For Goodness’ Sake: A Two-Part Proposal For Remedying The U.S. Charity/Justice Imbalance, Fran Quigley

Fran Quigley

The U.S. approach to addressing economic and social needs strongly favors individual and corporate charity over the establishment and enforcement of economic and social rights. This charity/justice imbalance has a severely negative impact on the nation’s poor, who despite the overall U.S. wealth struggle with inadequate access to healthcare, housing, and nutrition. This article suggests a two-part approach for remedying the charity/justice imbalance in the U.S.: First, the U.S. should eliminate the charitable tax deduction, a policy creation that does not effectively address economic and social needs, forces an inequitable poverty relief and tax burden on the middle class, and …


Poverty, Dignity, And Public Housing, Jaime Alison Lee Jan 2015

Poverty, Dignity, And Public Housing, Jaime Alison Lee

All Faculty Scholarship

Antipoverty efforts are persistently subverted by broad societal contempt for poor people. The belief that poor people are morally and behaviorally inferior, and that their personal failings are the cause of their own poverty, is a staple of American opinion polls and political rhetoric. This presumption is so widespread that it even permeates antipoverty programs, which treat poor people with disdain even as they offer aid and assistance.

Income discrimination creates not just social stigma, but legal inequalities. The Supreme Court recognized some forty years ago that welfare law promoted wealth-based Constitutional inequalities, and responded by invoking the doctrines of …
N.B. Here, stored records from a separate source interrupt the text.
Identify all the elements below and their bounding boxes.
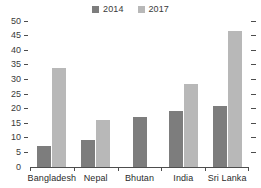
bar-sri-lanka-2014 [213,106,227,167]
chart-legend: 20142017 [0,2,261,16]
y-axis-tick-mark-50 [24,21,28,22]
y-axis-tick-mark-40 [24,50,28,51]
y-axis-tick-20: 20 [0,104,30,114]
x-axis-label-nepal: Nepal [84,173,108,184]
legend-entry-2014[interactable]: 2014 [92,5,123,14]
y-axis-right-tick-15 [249,118,259,128]
y-axis-tick-mark-20 [24,108,28,109]
y-axis-tick-label-35: 35 [11,60,21,69]
y-axis-tick-50: 50 [0,16,30,26]
y-axis-tick-35: 35 [0,60,30,70]
bar-india-2014 [169,111,183,167]
legend-swatch-icon-2014 [92,6,99,13]
y-axis-tick-mark-25 [24,94,28,95]
bars-layer [30,21,249,167]
bar-sri-lanka-2017 [228,31,242,167]
y-axis-right-tick-25 [249,89,259,99]
legend-entry-2017[interactable]: 2017 [138,5,169,14]
x-axis-label-sri-lanka: Sri Lanka [208,173,247,184]
y-axis-tick-label-20: 20 [11,104,21,113]
y-axis-right-tick-mark-10 [251,137,256,138]
y-axis-right-tick-40 [249,45,259,55]
y-axis-tick-30: 30 [0,74,30,84]
x-axis-label-bangladesh: Bangladesh [28,173,77,184]
bar-india-2017 [184,84,198,167]
y-axis-tick-mark-45 [24,35,28,36]
y-axis-tick-label-25: 25 [11,90,21,99]
bar-nepal-2014 [81,140,95,167]
y-axis-tick-mark-30 [24,79,28,80]
y-axis-tick-10: 10 [0,133,30,143]
y-axis-tick-label-0: 0 [16,163,21,172]
y-axis-tick-mark-35 [24,64,28,65]
y-axis-tick-label-50: 50 [11,17,21,26]
bar-nepal-2017 [96,120,110,167]
x-axis-tick-mark-2 [118,168,119,171]
y-axis-right-tick-mark-5 [251,152,256,153]
y-axis-tick-40: 40 [0,45,30,55]
x-axis-tick-mark-1 [74,168,75,171]
y-axis-right-tick-mark-20 [251,108,256,109]
bar-bangladesh-2014 [37,146,51,167]
y-axis-tick-45: 45 [0,31,30,41]
y-axis-tick-mark-10 [24,137,28,138]
y-axis-tick-0: 0 [0,162,30,172]
y-axis-tick-label-30: 30 [11,75,21,84]
legend-swatch-icon-2017 [138,6,145,13]
y-axis-right-tick-mark-45 [251,35,256,36]
y-axis-tick-label-45: 45 [11,31,21,40]
y-axis-right-tick-5 [249,147,259,157]
y-axis-right-tick-mark-30 [251,79,256,80]
y-axis-right-tick-mark-50 [251,21,256,22]
x-axis-label-india: India [173,173,193,184]
y-axis-tick-mark-5 [24,152,28,153]
bar-bhutan-2014 [133,117,147,167]
y-axis-right-tick-mark-25 [251,94,256,95]
y-axis-tick-15: 15 [0,118,30,128]
legend-label-2014: 2014 [103,5,123,14]
x-axis-label-bhutan: Bhutan [125,173,154,184]
y-axis-right-tick-35 [249,60,259,70]
y-axis-right-tick-20 [249,104,259,114]
x-axis-tick-mark-0 [30,168,31,171]
y-axis-tick-label-15: 15 [11,119,21,128]
y-axis-tick-label-40: 40 [11,46,21,55]
y-axis-tick-label-5: 5 [16,148,21,157]
y-axis-right-tick-50 [249,16,259,26]
y-axis-right-tick-10 [249,133,259,143]
y-axis-right-tick-mark-35 [251,64,256,65]
bar-chart: 20142017 05101520253035404550 Bangladesh… [0,0,261,188]
y-axis-tick-label-10: 10 [11,133,21,142]
y-axis-right-tick-30 [249,74,259,84]
y-axis-right-tick-45 [249,31,259,41]
y-axis-tick-25: 25 [0,89,30,99]
x-axis-labels: BangladeshNepalBhutanIndiaSri Lanka [30,173,249,186]
x-axis-tick-mark-3 [161,168,162,171]
bar-bangladesh-2017 [52,68,66,167]
x-axis-ticks [30,168,249,172]
x-axis-tick-mark-5 [248,168,249,171]
y-axis-right-tick-mark-15 [251,123,256,124]
y-axis-tick-spacer [24,167,28,168]
legend-label-2017: 2017 [149,5,169,14]
y-axis-tick-5: 5 [0,147,30,157]
x-axis-tick-mark-4 [205,168,206,171]
y-axis-tick-mark-15 [24,123,28,124]
y-axis-right-tick-mark-40 [251,50,256,51]
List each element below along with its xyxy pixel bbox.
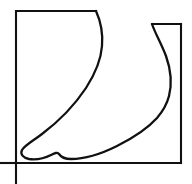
- foot-profile-diagram: [0, 0, 192, 184]
- figure-container: Foot Profile Outline: [0, 0, 192, 184]
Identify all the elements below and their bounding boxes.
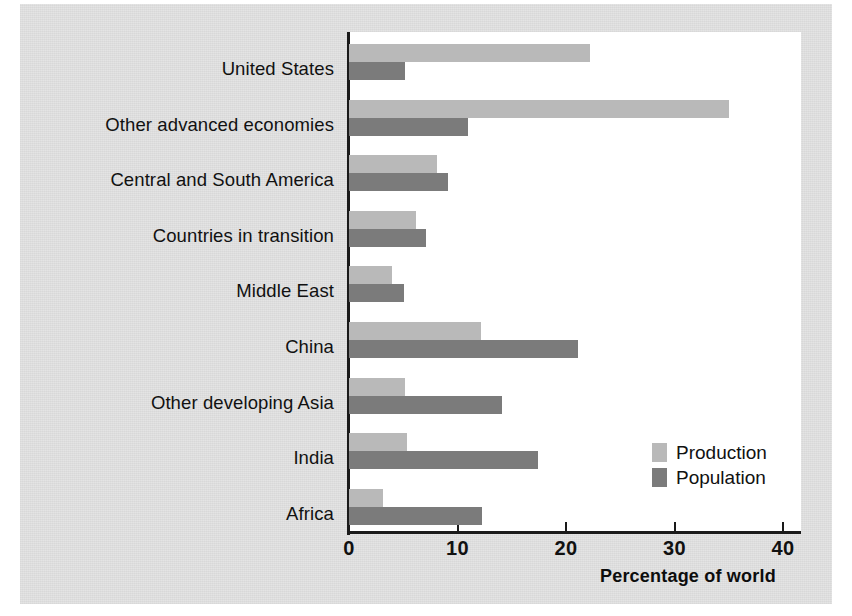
figure-page: 010203040 United StatesOther advanced ec… (0, 0, 852, 616)
bar-population-countries-in-transition (349, 229, 426, 247)
chart-legend: Production Population (652, 440, 792, 490)
bar-production-countries-in-transition (349, 211, 416, 229)
bar-population-united-states (349, 62, 405, 80)
x-axis-line (347, 531, 801, 534)
bar-production-other-advanced-economies (349, 100, 729, 118)
bar-production-other-developing-asia (349, 378, 405, 396)
x-tick-label-10: 10 (446, 537, 469, 560)
bar-production-united-states (349, 44, 590, 62)
category-label-central-and-south-america: Central and South America (110, 169, 334, 191)
bar-population-other-advanced-economies (349, 118, 468, 136)
bar-production-middle-east (349, 266, 392, 284)
category-label-india: India (293, 447, 334, 469)
category-label-other-developing-asia: Other developing Asia (151, 392, 334, 414)
x-tick-40 (782, 522, 784, 531)
category-label-middle-east: Middle East (236, 280, 334, 302)
bar-production-india (349, 433, 407, 451)
category-label-other-advanced-economies: Other advanced economies (105, 114, 334, 136)
bar-population-china (349, 340, 578, 358)
x-tick-30 (674, 522, 676, 531)
bar-chart: 010203040 United StatesOther advanced ec… (0, 0, 852, 616)
x-tick-20 (565, 522, 567, 531)
x-tick-label-30: 30 (663, 537, 686, 560)
bar-population-other-developing-asia (349, 396, 502, 414)
population-swatch-icon (652, 468, 667, 487)
bar-population-central-and-south-america (349, 173, 448, 191)
legend-label-population: Population (676, 467, 766, 489)
x-tick-label-40: 40 (772, 537, 795, 560)
bar-population-middle-east (349, 284, 404, 302)
category-label-china: China (285, 336, 334, 358)
bar-production-central-and-south-america (349, 155, 437, 173)
category-label-countries-in-transition: Countries in transition (153, 225, 334, 247)
x-tick-label-20: 20 (555, 537, 578, 560)
legend-label-production: Production (676, 442, 767, 464)
bar-production-china (349, 322, 481, 340)
category-label-united-states: United States (222, 58, 334, 80)
legend-item-production: Production (652, 440, 792, 465)
x-axis-title: Percentage of world (600, 566, 776, 587)
legend-item-population: Population (652, 465, 792, 490)
x-tick-label-0: 0 (343, 537, 354, 560)
bar-production-africa (349, 489, 383, 507)
production-swatch-icon (652, 443, 667, 462)
category-label-africa: Africa (286, 503, 334, 525)
bar-population-india (349, 451, 538, 469)
bar-population-africa (349, 507, 482, 525)
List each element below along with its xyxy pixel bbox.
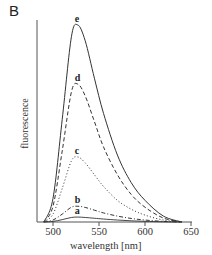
curve-labels: abcde <box>75 13 81 216</box>
curve-label-e: e <box>75 13 80 24</box>
curve-label-d: d <box>75 72 81 83</box>
curve-d <box>44 83 182 222</box>
curve-label-a: a <box>75 205 80 216</box>
curve-label-b: b <box>75 194 81 205</box>
plot-area: abcde <box>0 0 212 255</box>
curves <box>44 24 182 222</box>
curve-e <box>44 24 182 222</box>
curve-label-c: c <box>75 145 80 156</box>
x-ticks <box>53 222 191 226</box>
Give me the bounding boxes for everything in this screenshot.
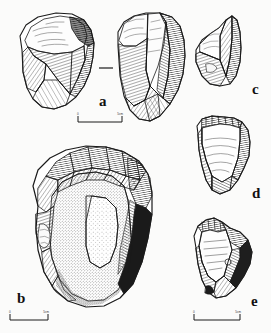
specimen-label-d: d [252,186,260,201]
scale-bar-e-end-label: 5cm [235,310,241,314]
lithic-illustration-svg: 0 5cm 0 5cm 0 5cm [0,0,271,333]
scale-bar-a-end-label: 5cm [117,112,123,116]
scale-bar-b-end-label: 5cm [43,310,49,314]
specimen-label-c: c [252,82,259,97]
specimen-label-b: b [17,291,25,306]
specimen-label-e: e [251,294,258,309]
figure-plate: 0 5cm 0 5cm 0 5cm a b c d e [0,0,271,333]
specimen-label-a: a [99,94,107,109]
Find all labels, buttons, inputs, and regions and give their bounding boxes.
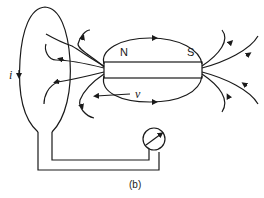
diagram-canvas bbox=[0, 0, 264, 198]
field-line-n1 bbox=[46, 34, 104, 66]
velocity-label: v bbox=[135, 88, 140, 100]
lead-wire-outer bbox=[38, 132, 159, 170]
lead-wire-inner bbox=[52, 132, 149, 160]
current-label: i bbox=[9, 69, 12, 81]
south-pole-label: S bbox=[187, 47, 194, 58]
wire-loop bbox=[20, 7, 71, 132]
electromagnetic-induction-diagram: N S i v (b) bbox=[0, 0, 264, 198]
field-line-bottom bbox=[103, 76, 202, 102]
bar-magnet bbox=[104, 62, 202, 78]
figure-caption: (b) bbox=[129, 180, 141, 190]
field-line-s1 bbox=[202, 30, 225, 66]
north-pole-label: N bbox=[120, 47, 128, 58]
Towards A New Eviction Jurisprudence, Gerald S. Dickinson Jan 2015

Towards A New Eviction Jurisprudence, Gerald S. Dickinson

Articles

The One-Strike Rule, contemplated in a model lease provision, has been the primary mechanism employed by Congress to eliminate the “scourge of drugs” in public housing projects. The rule gives public housing authorities (PHA) discretion to evict tenants engaged in drug-related criminal activity and hold the tenant equally liable if a guest or family member engaged in the criminal activity, even if the tenant had no knowledge of the offense. The Supreme Court most notably upheld this policy in 2002 in United States Department of Housing and Urban Development v. Rucker.